As for intellegent life in this system I suspect they may be trapped-and-pist.
This is a huge find. It confirms my judgment that terrestrial planets are fairly common in the universe.
As for habitability, we have data right here in this solar system. Of our terrestrial planets, only Earth is habitable. Venus and Mars may have once been habitable, but Venus had a runaway greenhouse effect while Mars had its atmosphere stripped to become a cold desert. Mercury was always a burning/freezing rock, while Ceres is a super-asteroid.
This suggests to me that habitability, while not unique to Earth, can be precarious.
All theses Earth sized planets around a single star is indeed a great news for the potential number of such planets in the Galaxy.
The stability of this system could be good if we think of it as a Jupiter like system (Trappist 1 is not very different from a super Jupiter and its planets form in a way a bigger and larger version of the Jovian family).
Tens of trillions of terrestrial worlds in the Milky Way perhaps?
I plotted the mass and radius of the TRAPPIST-1 worlds plus our own Solar system’s four terrestrial planets in Excel, with vertical & horizontal error bars.
It’s interesting to see how well a logarithmic curve fits the eleven data points, with an approximate formula of Radius = 0.2343 x ln(Mass) + 1.0329.
TRAPPIST-1f appears to have an unusually large radius (1.045 +/- 0.038 Earth units) despite its low mass of 0.68 +/- 0.18 Earth units.
BTW the Nature article “Seven temperate terrestrial planets around the
nearby ultracool dwarf star TRAPPIST-1” is available on the Nature website by clicking on Reference 1 at the bottom of the page (although it cannot be downloaded without paying):
http://www.nature.com/news/these-seven-alien-worlds-could-help-explain-how-planets-form-1.21512
‘Quartz’ crystals at the Earth’s core power its magnetic field.
https://phys.org/news/2017-02-quartz-crystals-earth-core-power.html
http://www.nature.com/nature/journal/vaop/ncurrent/full/nature21367.html
So how will this effect the models for the planets at TRAPPIST-1?
Venus’s 583.92-day interval between successive close approaches to Earth is equal to 5.001444 Venusian solar days, making approximately the same face visible from Earth at each close approach. Whether this relationship arose by chance or is the result of some kind of tidal locking with Earth is unknown.
https://en.wikipedia.org/wiki/Tidal_locking
https://en.wikipedia.org/wiki/Tidal_locking#/media/File:%C3%81rap%C3%A1ly_forgat%C3%B3nyomat%C3%A9k.png
https://en.wikipedia.org/wiki/Tidal_locking#/media/File:MoonTorque.jpg
TRAPPIST-1 b and c are only 300,000 miles apart at opposition/inferior conjunction; c and d 550,000 miles; d and e 650,000 miles; e and f 800,000 miles and so on . There has to be a lot of torque from each other as they pass nearby, b and c are almost as close as our moon is to earth!
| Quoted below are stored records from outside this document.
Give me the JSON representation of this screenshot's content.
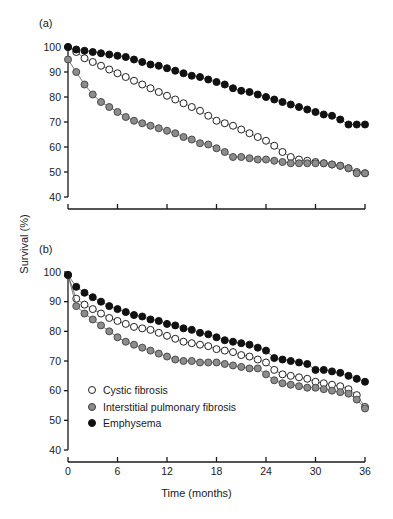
{
  "figure": {
    "panel_a_tag": "(a)",
    "panel_b_tag": "(b)",
    "y_axis_title": "Survival (%)",
    "x_axis_title": "Time (months)"
  },
  "legend": {
    "position": "inside-lower-left-panel-b",
    "items": [
      {
        "marker": "open-circle-marker",
        "label": "Cystic fibrosis",
        "color": "#ffffff"
      },
      {
        "marker": "gray-circle-marker",
        "label": "Interstitial pulmonary fibrosis",
        "color": "#8c8c8c"
      },
      {
        "marker": "black-circle-marker",
        "label": "Emphysema",
        "color": "#111111"
      }
    ]
  },
  "chart_data": [
    {
      "panel": "(a)",
      "type": "line",
      "title": "",
      "xlabel": "Time (months)",
      "ylabel": "Survival (%)",
      "xlim": [
        0,
        36
      ],
      "ylim": [
        40,
        100
      ],
      "xticks": [
        0,
        6,
        12,
        18,
        24,
        30,
        36
      ],
      "xticklabels": [
        "",
        "",
        "",
        "",
        "",
        "",
        ""
      ],
      "yticks": [
        40,
        50,
        60,
        70,
        80,
        90,
        100
      ],
      "yticklabels": [
        "40",
        "50",
        "60",
        "70",
        "80",
        "90",
        "100"
      ],
      "grid": false,
      "legend_position": "none",
      "x": [
        0,
        1,
        2,
        3,
        4,
        5,
        6,
        7,
        8,
        9,
        10,
        11,
        12,
        13,
        14,
        15,
        16,
        17,
        18,
        19,
        20,
        21,
        22,
        23,
        24,
        25,
        26,
        27,
        28,
        29,
        30,
        31,
        32,
        33,
        34,
        35,
        36
      ],
      "series": [
        {
          "name": "Cystic fibrosis",
          "marker": "open-circle-marker",
          "color": "#ffffff",
          "values": [
            100.0,
            98.0,
            95.5,
            94.0,
            92.5,
            91.0,
            89.5,
            88.0,
            86.5,
            85.0,
            83.5,
            82.0,
            80.5,
            79.0,
            77.5,
            76.0,
            74.5,
            72.5,
            70.5,
            69.5,
            68.5,
            67.0,
            65.5,
            64.0,
            62.5,
            60.5,
            58.0,
            56.0,
            55.0,
            54.5,
            54.0,
            53.5,
            53.0,
            52.5,
            51.5,
            50.0,
            49.5
          ]
        },
        {
          "name": "Interstitial pulmonary fibrosis",
          "marker": "gray-circle-marker",
          "color": "#8c8c8c",
          "values": [
            95.0,
            90.0,
            85.0,
            81.0,
            78.0,
            76.0,
            74.0,
            72.0,
            70.5,
            69.5,
            68.5,
            67.5,
            66.5,
            65.5,
            64.0,
            63.0,
            61.5,
            61.0,
            59.5,
            58.0,
            56.0,
            56.0,
            55.5,
            55.0,
            55.0,
            54.5,
            54.0,
            53.5,
            53.5,
            53.5,
            53.5,
            53.5,
            53.0,
            52.5,
            51.5,
            49.5,
            49.5
          ]
        },
        {
          "name": "Emphysema",
          "marker": "black-circle-marker",
          "color": "#111111",
          "values": [
            100.0,
            99.0,
            98.5,
            98.0,
            97.5,
            97.0,
            96.5,
            96.0,
            95.0,
            94.0,
            93.0,
            92.5,
            91.5,
            90.5,
            89.5,
            88.5,
            88.0,
            87.0,
            86.0,
            85.0,
            83.5,
            82.5,
            82.0,
            81.0,
            80.0,
            79.0,
            78.0,
            77.0,
            76.0,
            75.0,
            74.0,
            73.0,
            72.5,
            71.0,
            69.0,
            69.0,
            69.0
          ]
        }
      ]
    },
    {
      "panel": "(b)",
      "type": "line",
      "title": "",
      "xlabel": "Time (months)",
      "ylabel": "Survival (%)",
      "xlim": [
        0,
        36
      ],
      "ylim": [
        40,
        100
      ],
      "xticks": [
        0,
        6,
        12,
        18,
        24,
        30,
        36
      ],
      "xticklabels": [
        "0",
        "6",
        "12",
        "18",
        "24",
        "30",
        "36"
      ],
      "yticks": [
        40,
        50,
        60,
        70,
        80,
        90,
        100
      ],
      "yticklabels": [
        "40",
        "50",
        "60",
        "70",
        "80",
        "90",
        "100"
      ],
      "grid": false,
      "legend_position": "lower-left",
      "x": [
        0,
        1,
        2,
        3,
        4,
        5,
        6,
        7,
        8,
        9,
        10,
        11,
        12,
        13,
        14,
        15,
        16,
        17,
        18,
        19,
        20,
        21,
        22,
        23,
        24,
        25,
        26,
        27,
        28,
        29,
        30,
        31,
        32,
        33,
        34,
        35,
        36
      ],
      "series": [
        {
          "name": "Cystic fibrosis",
          "marker": "open-circle-marker",
          "color": "#ffffff",
          "values": [
            99.0,
            91.0,
            89.0,
            87.5,
            86.0,
            84.5,
            83.5,
            82.5,
            81.5,
            81.0,
            80.5,
            79.5,
            78.5,
            77.5,
            76.5,
            76.0,
            75.5,
            75.0,
            74.0,
            73.5,
            73.0,
            72.0,
            71.5,
            70.5,
            69.5,
            67.0,
            65.5,
            65.0,
            64.5,
            64.0,
            63.0,
            62.5,
            62.0,
            61.5,
            60.5,
            58.5,
            54.5
          ]
        },
        {
          "name": "Interstitial pulmonary fibrosis",
          "marker": "gray-circle-marker",
          "color": "#8c8c8c",
          "values": [
            99.0,
            88.5,
            86.0,
            84.0,
            82.0,
            80.0,
            78.0,
            76.5,
            75.5,
            74.5,
            73.5,
            72.5,
            71.5,
            70.5,
            70.0,
            70.0,
            69.5,
            69.5,
            69.5,
            69.0,
            68.5,
            68.0,
            67.5,
            67.5,
            65.5,
            63.5,
            62.5,
            62.0,
            61.5,
            61.0,
            61.0,
            60.5,
            60.0,
            59.5,
            59.0,
            57.0,
            54.0
          ]
        },
        {
          "name": "Emphysema",
          "marker": "black-circle-marker",
          "color": "#111111",
          "values": [
            99.0,
            95.0,
            93.0,
            91.5,
            90.0,
            88.5,
            87.5,
            86.5,
            85.5,
            85.0,
            84.0,
            83.5,
            82.5,
            82.0,
            81.0,
            80.5,
            79.5,
            79.0,
            78.0,
            77.0,
            76.5,
            76.0,
            75.5,
            74.5,
            73.5,
            71.0,
            70.5,
            70.0,
            69.5,
            69.0,
            67.0,
            67.0,
            66.5,
            66.0,
            65.0,
            64.0,
            63.0
          ]
        }
      ]
    }
  ]
}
Does anyone know of a good program for calculating the opposition/conjunctions of multi exoplanet solar systems? The program from NASA “Eyes on Exoplanets” could work but the orbital period and mass for the TRAPPIST-1 planets are incorrect!
The complex planetary synchronization structure of the solar
system.
https://arxiv.org/pdf/1405.0193.pdf
With these worlds passing so close to each other, if any of them have large oceans they would definitely experience large tides.
Oh boy! Surf’s up on steroids(assuming they are not entirely covered by water and there are a few beaches around)!